You can re-visit these events at
Opus 387, where we’ve posted a generous sampling of Scancarelli’s antics.
For
the history of Gasoline Alley, however, visit Harv’s Hindsight for
November 2008. Scancarelli has now been doing the strip for 33 years,
surpassing the 30-year mark left by his predecessor, Dick Moores, who
inherited the strip from Frank King, its originator, who ran the Alley for 51 years (or 42 years, if you discount the years Moores was doing the strip
over King’s signature).
The
full, exhaustive history of Barney Google is unveiled at Harv’s
Hindsight for December 2009. We’ll hit the high spots here by way of
jogging your memory before we join the anniversary party.
Originated
by cartoonist Billy DeBeck on June 17, 1919, the strip was called Take
Barney Google, For Instance at first, briefly, before skimming off just the
essential Barney Google alone. Then on July 17, 1922, the eponymous
Barney acquires a race horse named Spark Plug, and the sad-faced nag, most of
whose anatomy is hidden underneath a moth-eaten shroud-like horse blanket,
became, as Brian Walker once put it, the Snoopy of the Roaring Twenties.

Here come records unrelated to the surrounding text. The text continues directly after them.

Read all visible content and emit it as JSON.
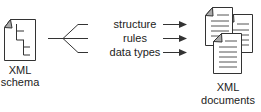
{
  "source": {
    "line1": "XML",
    "line2": "schema",
    "icon": "schema-document-icon"
  },
  "relations": [
    {
      "label": "structure"
    },
    {
      "label": "rules"
    },
    {
      "label": "data types"
    }
  ],
  "target": {
    "line1": "XML",
    "line2": "documents",
    "icon": "document-stack-icon"
  },
  "colors": {
    "stroke": "#333333",
    "fold": "#aaaaaa",
    "text": "#222222"
  }
}
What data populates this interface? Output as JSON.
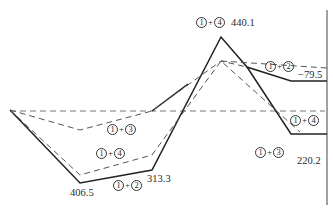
{
  "diagram": {
    "type": "moment-envelope",
    "baseline": {
      "y": 111,
      "x1": 10,
      "x2": 325,
      "style": "dashed"
    },
    "right_support_line": {
      "x": 327,
      "y1": 10,
      "y2": 205
    },
    "solid_paths": [
      {
        "name": "solid-upper",
        "points": "10,110 80,183 152,170 221,37 247,67 291,81 327,81"
      },
      {
        "name": "solid-lower",
        "points": "152,111 188,84"
      },
      {
        "name": "solid-right-drop",
        "points": "247,67 291,134 327,134"
      }
    ],
    "dashed_paths": [
      {
        "name": "dashed-combo-1-3",
        "points": "10,110 80,130 152,111 221,61 247,67"
      },
      {
        "name": "dashed-combo-1-4",
        "points": "10,110 80,175 152,155 221,61 300,132"
      },
      {
        "name": "dashed-peak-right",
        "points": "221,61 327,68"
      }
    ],
    "values": {
      "v1": "440.1",
      "v2": "−79.5",
      "v3": "406.5",
      "v4": "313.3",
      "v5": "220.2"
    },
    "combos": {
      "c14_top": {
        "a": "1",
        "b": "4"
      },
      "c12_right": {
        "a": "1",
        "b": "2"
      },
      "c13_left": {
        "a": "1",
        "b": "3"
      },
      "c14_left": {
        "a": "1",
        "b": "4"
      },
      "c12_bottom": {
        "a": "1",
        "b": "2"
      },
      "c14_right": {
        "a": "1",
        "b": "4"
      },
      "c13_right": {
        "a": "1",
        "b": "3"
      }
    }
  }
}
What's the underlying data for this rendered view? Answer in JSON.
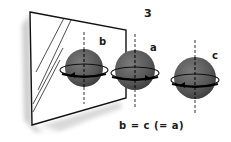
{
  "figure": {
    "number": "3",
    "caption": "b = c (= a)",
    "labels": {
      "b": "b",
      "a": "a",
      "c": "c"
    }
  },
  "elements": {
    "mirror": "mirror-frame",
    "spheres": [
      {
        "id": "b",
        "role": "reflection in mirror"
      },
      {
        "id": "a",
        "role": "real sphere"
      },
      {
        "id": "c",
        "role": "rotated sphere"
      }
    ]
  },
  "colors": {
    "sphere_fill": "#5a5a5a",
    "outline": "#111111",
    "shadow": "#c8c8c8",
    "background": "#ffffff"
  }
}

Strange as it seems, Spark Plug actually won some of his races—and kept us all
in suspense for weeks before every one of them.
Then
in the fall of 1934, Barney inherits property in the mountains of North
Carolina, and when he goes there to inspect the inheritance, he encounters a
cantankerous hillbilly named Snuffy Smith and his wife Loweezy and an ensemble
of picturesque characters with chin whiskers and big floppy-brimmed hats. After
that, most of DeBeck’s stories were set in an imaginary Appalachian community
called Hootin’ Holler. And by the end of the decade, the strip was entitled Barney
Google and Snuffy Smith, a title that has endured until this very day.
DeBeck
died in November 1942, and the strip fell happily into the hands of a Southern
hayseed personality, Fred Lasswell, who had been assisting DeBeck since
about 1934. Lasswell (known as “Uncle Fred” to legions of cartoonists)

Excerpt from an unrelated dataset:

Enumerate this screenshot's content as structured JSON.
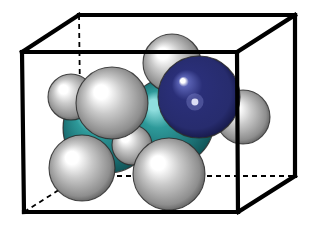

continued for almost 60 years, a record matched only by Jim Russell, an
Australian cartoonist who, at the time of Lasswell’s death, had been producing The
Potts for 62 years. Here’s a sample of Lasswell’s work from 1969.
When
Lasswell died March 4, 2001, the strip was taken on by John Rose, an editorial
cartoonist who had been assisting since 1998, inking Lasswell’s penciled
pictures.
Lasswell
had concentrated on Snuffy Smith, leaving Barney Google alone for long periods
(bringing him back into the strip only rarely “for the old folks,” he said),
but Rose began to bring Barney on stage about once a year.

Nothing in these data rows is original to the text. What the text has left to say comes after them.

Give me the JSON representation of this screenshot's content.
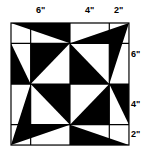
{
  "figure": {
    "colors": {
      "dark": "#000000",
      "light": "#ffffff",
      "line": "#000000"
    },
    "top_labels": [
      {
        "text": "6\"",
        "x": 36,
        "y": 6
      },
      {
        "text": "4\"",
        "x": 85,
        "y": 6
      },
      {
        "text": "2\"",
        "x": 114,
        "y": 6
      }
    ],
    "right_labels": [
      {
        "text": "6\"",
        "x": 131,
        "y": 50
      },
      {
        "text": "4\"",
        "x": 131,
        "y": 100
      },
      {
        "text": "2\"",
        "x": 131,
        "y": 130
      }
    ]
  }
}
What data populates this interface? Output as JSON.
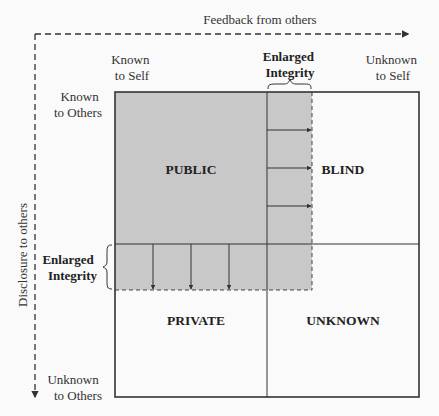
{
  "diagram": {
    "axes": {
      "horizontal_label": "Feedback from others",
      "vertical_label": "Disclosure to others"
    },
    "column_headers": {
      "left": [
        "Known",
        "to Self"
      ],
      "right": [
        "Unknown",
        "to Self"
      ]
    },
    "row_headers": {
      "top": [
        "Known",
        "to Others"
      ],
      "bottom": [
        "Unknown",
        "to Others"
      ]
    },
    "enlargement_labels": {
      "top": [
        "Enlarged",
        "Integrity"
      ],
      "left": [
        "Enlarged",
        "Integrity"
      ]
    },
    "quadrants": {
      "top_left": "PUBLIC",
      "top_right": "BLIND",
      "bottom_left": "PRIVATE",
      "bottom_right": "UNKNOWN"
    },
    "colors": {
      "shaded_area": "#c8c8c8",
      "line": "#333333",
      "background": "#fafafa"
    },
    "expansion_arrows": {
      "rightward_count": 3,
      "downward_count": 3
    }
  }
}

And for the 100th anniversary sequence, Barney is the star
for the entire 2 ½ week run, as you can see from the ensuing strips, the whole
magilla, in which Barney encounters, via Rose’s delicious deployment (and at
least one really good bad pun), what might well be the entire roster of King
Features characters.
And
with that, we’ll leave the celebration where we found it, having enjoyed every
panel of Rose’s artful assembling of King Features personnel to join in the
fun. How many can you name? Go back and look.